Earlier today, Senate Republican Leader Dennis Hollingsworth sent a letter to his caucus outlining the budget agreement. Among the highlights are his admission that the budget is full of "ugly gimmicks,"  a pat on the back to his caucus for eliminating numerous "poison pill" provisions on everything from salmon to "suction dredging," and  his insistance that Republicans keep Darrell Steinberg staffer Kip Lipper from drafting the language for the offshore-oil drilling deal.

Here was his breakdown:

(Note: bolding and some text in brackets added by Capitol Weekly for emphasis and clarity)

So here's what we got today in no particular order: (some of this might have been from the weekend, too, its starting to all run together.)

Huta:
An exemption for small cities that didn't get 1b money
A waiver for "hardship" for small counties from the take (although not clear how this will be written.)
The vote on huta will be a simple majority.

RDA take (Lowenthal take):

The low income housing proportion will revert to 75/25 instead of 70/30 after money is paid back.

Courts:
The ab 590 (zero rep votes) language on creating a new pilot program in the courts is out, but the fee on the cases is still in.

District of choice will have its sunset extended.

Textbook flexibility retained, with compromise language on the standards.

Exit exam:
Will continue the exemption on special ed kids until the board decides and alternative. (Neutral for us)

Tax enforcement:
Got the FIRM language removed
Got the license revocation language removed.
(That leaves only the BOE registration and the back up witholding in the tax enforcement area)

Parks will stay open without the vlf tax (through fund shifts)
50 may close, but got language that locals, feds, or non-profits will get chance to take over operation.

VOC, tsca, and ust fees were all taken out. Dept of industrial relations fee from february that was supposed to have reforms with it, gets a sunset.

Rural hospital enrollment centers will stay open.

Williamson act will remain, but get a 20 percent cut.

Industrial wage survey for central valley is back in (feb deal)

Career tech in the community colleges was going to get whacked disproportionately, and will get just the same cut as some of the other protected programs.

Integrated waste mgt board:
Consolidated with toxics and eliminated. But kept some of the stuff in resources, instead of epa, which is better.
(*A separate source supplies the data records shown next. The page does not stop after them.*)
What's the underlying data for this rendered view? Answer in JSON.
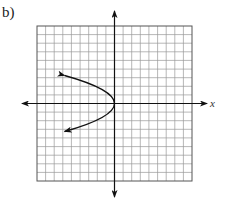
{
  "panel": {
    "label": "b)"
  },
  "chart_data": {
    "type": "line",
    "title": "",
    "xlabel": "x",
    "ylabel": "",
    "grid": true,
    "grid_cells": 18,
    "xlim": [
      -9,
      9
    ],
    "ylim": [
      -9,
      9
    ],
    "axes": {
      "x_arrows": true,
      "y_arrows": true
    },
    "series": [
      {
        "name": "sideways parabola opening left",
        "vertex": [
          0,
          0
        ],
        "equation_estimate": "x = -0.55 y^2",
        "endpoints_with_arrows": [
          [
            -5.8,
            3.25
          ],
          [
            -5.8,
            -3.25
          ]
        ],
        "points": [
          {
            "x": -5.8,
            "y": 3.25
          },
          {
            "x": -3.5,
            "y": 2.5
          },
          {
            "x": -1.4,
            "y": 1.6
          },
          {
            "x": 0,
            "y": 0
          },
          {
            "x": -1.4,
            "y": -1.6
          },
          {
            "x": -3.5,
            "y": -2.5
          },
          {
            "x": -5.8,
            "y": -3.25
          }
        ]
      }
    ]
  },
  "colors": {
    "grid": "#9a9a9a",
    "axes": "#111111",
    "curve": "#111111",
    "background": "#ffffff"
  }
}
Bureau of narcotics enforcement task forces: saved, through unallocated cut to doj

National guard educational benefit

Then: Some Overall Positive Issues:

No tax increases.

Almost (almost!) all the fees. ( including sra, the hospital, forensic fees, and the eri -the gov's tax on insurance policies)

Major major reforms to ihss, calworks, IT procurement, medi-cal, asset management, all colas eliminated, etc

RDA trigger on huta and 1a is in

Independent contractor witholding is out

NOL and unitary tax is out

T-ridge is in (we have to keep Kip [Lipper] from writing it so it's impossible [to stop])
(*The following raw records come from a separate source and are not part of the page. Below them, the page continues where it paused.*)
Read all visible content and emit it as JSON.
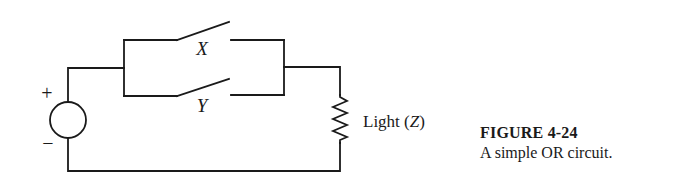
{
  "circuit": {
    "source": {
      "plus_label": "+",
      "minus_label": "−"
    },
    "switches": [
      {
        "id": "X",
        "label": "X"
      },
      {
        "id": "Y",
        "label": "Y"
      }
    ],
    "load": {
      "label_text": "Light (",
      "label_var": "Z",
      "label_close": ")"
    }
  },
  "caption": {
    "title": "FIGURE 4-24",
    "description": "A simple OR circuit."
  },
  "colors": {
    "ink": "#1a1a1a",
    "background": "#ffffff"
  }
}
Can't think of a poison pill out of the 45 pages that was put in in conference that hasn't been removed. (Salmon language, suction dredging, mlpa, etc)
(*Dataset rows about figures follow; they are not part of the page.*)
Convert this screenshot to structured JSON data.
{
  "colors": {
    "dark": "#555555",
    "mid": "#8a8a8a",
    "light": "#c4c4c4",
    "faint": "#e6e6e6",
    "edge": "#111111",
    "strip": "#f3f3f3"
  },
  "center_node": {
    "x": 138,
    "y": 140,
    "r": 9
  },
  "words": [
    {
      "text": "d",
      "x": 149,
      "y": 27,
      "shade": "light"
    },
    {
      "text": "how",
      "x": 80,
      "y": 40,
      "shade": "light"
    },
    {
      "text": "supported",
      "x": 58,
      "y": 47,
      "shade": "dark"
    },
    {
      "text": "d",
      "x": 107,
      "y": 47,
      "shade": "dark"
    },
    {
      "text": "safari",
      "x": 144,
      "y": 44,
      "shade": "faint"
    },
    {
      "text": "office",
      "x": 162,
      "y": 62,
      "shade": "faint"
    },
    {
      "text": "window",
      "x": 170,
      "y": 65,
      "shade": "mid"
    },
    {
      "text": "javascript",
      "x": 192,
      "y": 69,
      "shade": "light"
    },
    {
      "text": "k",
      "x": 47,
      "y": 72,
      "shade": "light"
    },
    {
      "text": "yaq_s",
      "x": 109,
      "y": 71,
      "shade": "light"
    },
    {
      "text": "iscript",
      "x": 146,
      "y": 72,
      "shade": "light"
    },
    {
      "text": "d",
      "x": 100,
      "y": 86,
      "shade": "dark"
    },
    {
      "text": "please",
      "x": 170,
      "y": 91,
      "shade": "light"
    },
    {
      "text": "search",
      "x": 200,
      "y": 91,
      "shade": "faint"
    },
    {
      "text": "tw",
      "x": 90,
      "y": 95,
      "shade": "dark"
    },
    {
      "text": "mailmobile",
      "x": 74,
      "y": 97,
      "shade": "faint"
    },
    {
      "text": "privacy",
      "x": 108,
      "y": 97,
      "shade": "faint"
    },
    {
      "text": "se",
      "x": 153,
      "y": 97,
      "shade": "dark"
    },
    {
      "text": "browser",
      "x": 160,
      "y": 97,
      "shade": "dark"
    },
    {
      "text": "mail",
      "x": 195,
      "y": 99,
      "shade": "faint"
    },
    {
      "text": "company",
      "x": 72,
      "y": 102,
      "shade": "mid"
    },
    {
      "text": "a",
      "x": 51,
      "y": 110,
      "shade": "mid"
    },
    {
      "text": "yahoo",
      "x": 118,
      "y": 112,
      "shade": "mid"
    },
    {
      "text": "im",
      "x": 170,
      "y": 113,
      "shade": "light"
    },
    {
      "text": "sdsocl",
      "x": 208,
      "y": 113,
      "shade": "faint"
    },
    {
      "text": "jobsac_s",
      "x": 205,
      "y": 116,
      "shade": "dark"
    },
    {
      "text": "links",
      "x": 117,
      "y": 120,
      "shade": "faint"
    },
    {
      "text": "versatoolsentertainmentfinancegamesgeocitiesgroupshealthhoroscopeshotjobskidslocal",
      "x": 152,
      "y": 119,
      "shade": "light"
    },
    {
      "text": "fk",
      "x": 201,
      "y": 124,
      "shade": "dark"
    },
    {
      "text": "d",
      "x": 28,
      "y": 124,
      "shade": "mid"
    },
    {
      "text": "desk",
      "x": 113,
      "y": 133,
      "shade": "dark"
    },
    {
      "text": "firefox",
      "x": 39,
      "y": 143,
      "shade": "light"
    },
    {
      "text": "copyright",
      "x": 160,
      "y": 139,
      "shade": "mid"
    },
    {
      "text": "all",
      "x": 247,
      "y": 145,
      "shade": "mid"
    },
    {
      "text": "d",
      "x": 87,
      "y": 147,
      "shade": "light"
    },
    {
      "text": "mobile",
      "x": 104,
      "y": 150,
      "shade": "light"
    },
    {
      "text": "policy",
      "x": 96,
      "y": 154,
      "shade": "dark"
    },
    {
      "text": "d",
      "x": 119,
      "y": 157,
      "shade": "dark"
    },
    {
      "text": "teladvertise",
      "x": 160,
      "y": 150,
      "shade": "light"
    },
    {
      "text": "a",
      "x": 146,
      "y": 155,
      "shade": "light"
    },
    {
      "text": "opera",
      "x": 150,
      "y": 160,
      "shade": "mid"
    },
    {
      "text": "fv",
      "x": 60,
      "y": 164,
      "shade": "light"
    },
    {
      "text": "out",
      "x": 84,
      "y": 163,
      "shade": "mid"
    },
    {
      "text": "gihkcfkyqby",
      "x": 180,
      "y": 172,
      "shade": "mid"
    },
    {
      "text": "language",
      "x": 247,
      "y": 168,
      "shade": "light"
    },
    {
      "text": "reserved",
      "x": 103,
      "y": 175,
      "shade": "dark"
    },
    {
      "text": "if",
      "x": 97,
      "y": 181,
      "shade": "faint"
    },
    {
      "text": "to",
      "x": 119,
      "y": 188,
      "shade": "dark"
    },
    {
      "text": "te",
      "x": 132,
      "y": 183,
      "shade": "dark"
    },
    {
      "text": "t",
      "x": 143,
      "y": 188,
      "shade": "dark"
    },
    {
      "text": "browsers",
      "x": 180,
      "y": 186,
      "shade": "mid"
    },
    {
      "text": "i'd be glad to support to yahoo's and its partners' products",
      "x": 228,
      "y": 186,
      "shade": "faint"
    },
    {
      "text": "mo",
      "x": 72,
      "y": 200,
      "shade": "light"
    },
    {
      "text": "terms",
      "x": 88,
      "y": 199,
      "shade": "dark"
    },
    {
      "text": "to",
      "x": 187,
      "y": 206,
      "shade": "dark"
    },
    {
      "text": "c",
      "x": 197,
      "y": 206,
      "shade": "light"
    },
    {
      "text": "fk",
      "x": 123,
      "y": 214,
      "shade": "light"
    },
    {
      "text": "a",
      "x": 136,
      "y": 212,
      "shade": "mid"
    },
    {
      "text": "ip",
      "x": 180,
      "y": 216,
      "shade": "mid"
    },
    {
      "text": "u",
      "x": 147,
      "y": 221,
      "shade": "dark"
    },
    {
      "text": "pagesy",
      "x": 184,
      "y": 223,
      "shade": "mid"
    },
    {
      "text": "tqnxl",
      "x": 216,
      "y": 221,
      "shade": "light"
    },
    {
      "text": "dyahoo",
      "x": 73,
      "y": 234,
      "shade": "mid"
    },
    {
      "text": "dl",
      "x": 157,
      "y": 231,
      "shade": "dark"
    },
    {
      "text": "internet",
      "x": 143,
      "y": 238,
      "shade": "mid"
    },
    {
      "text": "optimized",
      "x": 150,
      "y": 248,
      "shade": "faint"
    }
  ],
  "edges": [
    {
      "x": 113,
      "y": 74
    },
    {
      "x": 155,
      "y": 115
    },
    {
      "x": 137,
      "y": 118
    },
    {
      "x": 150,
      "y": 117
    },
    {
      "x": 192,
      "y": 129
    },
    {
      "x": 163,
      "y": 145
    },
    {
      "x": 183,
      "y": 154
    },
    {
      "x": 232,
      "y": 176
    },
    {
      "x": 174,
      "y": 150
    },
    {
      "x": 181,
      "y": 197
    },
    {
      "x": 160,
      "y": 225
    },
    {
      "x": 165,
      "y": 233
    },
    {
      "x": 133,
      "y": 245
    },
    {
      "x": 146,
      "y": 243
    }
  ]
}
No early release, unallocated cut to corrections. ("How" to be fought over later, with our own proposal)

We all know the negatives:
It's got some ugly gimmicks.
It's got possible local government borrowing, and the huta take (though both are mitigated, minimized, if not completely avoided through the RDA securitization)
It's got Lowenthal's rda take.
It's got the accelerated income tax witholding on individuals and estimated payers.